Austin paused briefly, looking around, and then decided to scoop it up. He took off the other way in front of the Georgia Tech bench, avoiding Aguayo’s diving attempt, then cutting back on the final guy who had a shot at the tackle to win the game for Georgia Tech (3-5, 1-4).

After that, it was bedlam in Bobby Dodd Stadium.

On the Florida State sideline, coach Jimbo Fisher stoically removed his headset, clearly shocked at only the second loss in the last three seasons for the Seminoles.

“When there is a blocked kick, you’ve got to cover,” he said. “We talk about that all the time.”
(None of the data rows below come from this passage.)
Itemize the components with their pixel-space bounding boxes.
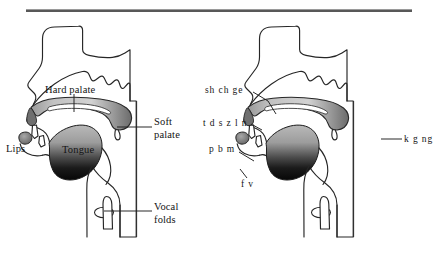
label-bilabial: p b m	[209, 144, 235, 154]
label-vocal-folds-line1: Vocal	[154, 201, 178, 212]
label-lips: Lips	[6, 143, 25, 154]
label-alveolar: t d s z l n	[203, 118, 247, 128]
label-soft-palate-line1: Soft	[154, 116, 172, 127]
label-hard-palate: Hard palate	[45, 84, 96, 95]
label-velar: k g ng	[404, 134, 433, 144]
anatomy-diagram: Hard palate Soft palate Lips Tongue Voca…	[6, 26, 180, 237]
top-divider-rule	[26, 9, 412, 12]
label-vocal-folds-line2: folds	[154, 214, 176, 225]
label-postalveolar: sh ch ge	[205, 85, 243, 95]
leader-bilabial	[239, 152, 254, 161]
articulation-diagram: sh ch ge t d s z l n p b m f v k g ng	[203, 26, 433, 237]
label-tongue: Tongue	[62, 144, 94, 155]
figure-container: Hard palate Soft palate Lips Tongue Voca…	[0, 0, 433, 262]
label-labiodental: f v	[241, 179, 254, 189]
leader-labiodental	[240, 169, 247, 178]
label-soft-palate-line2: palate	[154, 129, 180, 140]
vocal-tract-figure: Hard palate Soft palate Lips Tongue Voca…	[0, 0, 433, 262]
The white-clad Georgia Tech fans poured onto the field, celebrating with the players after perhaps the most improbable win in school history. They were still milling about when a replay of the final play, complete with the call by the Yellow Jackets’ radio crew, was played on the video board.

They cheered wildly as Austin zigzagged down the field all over again on the big screen at the opposite end of the stadium.
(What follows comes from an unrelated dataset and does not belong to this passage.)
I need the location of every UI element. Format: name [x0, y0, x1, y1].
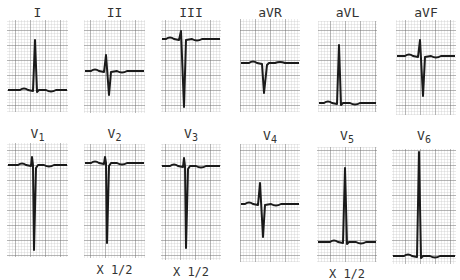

In a finish reminiscent of Auburn running back a missed field goal to beat Alabama two seasons ago – the original Kick Six – Georgia Tech snapped a five-game losing streak, its longest since 1994, and dealt a devastating blow to Florida State’s title hopes. The Seminoles won the national championship in 2013 and reached the national semifinals a year ago.

Now, they’ll need some help to get that far again, though a victory over No. 6 Clemson in two weeks could boost them back into the running.

“We can’t let one loss become two,” Fisher said.

The Yellow Jackets also ended FSU’s streak of 28 straight victories against ACC opponents, a run that dated back to 2012 and came up one shy of the Seminoles’ record of winning their first 29 conference games after joining the league in 1992.

Leading 16-13, Florida State had a chance to seal the victory in the fourth quarter as it drove deep into Georgia Tech territory. On third-and-goal from the 10, Everett Golson’s deflected pass led to the Seminoles’ first offensive turnover of the season – and first turnover of any kind since their first game.

Jamal Golden made the interception in the back of the end zone, an omen of what was to come for the Seminoles.

Justin Thomas, who had a 60-yard touchdown run for the Yellow Jackets after two early interceptions led to 10 points for Florida State, kept the game alive by converting on fourth-and-six from the Georgia Tech 41. The quarterback hit Brad Stewart on a 36-yard pass that set up Harrison Butker’s third field goal of the game, a 35-yarder that tied the game with 54 seconds left.

With two timeouts, Florida State still had time to get into field goal range for Aguayo, who had never missed a kick in the fourth quarter. But the Seminoles didn’t get quite close enough, forcing him to drive the ball a little lower than usual on what would have been the longest kick of his career.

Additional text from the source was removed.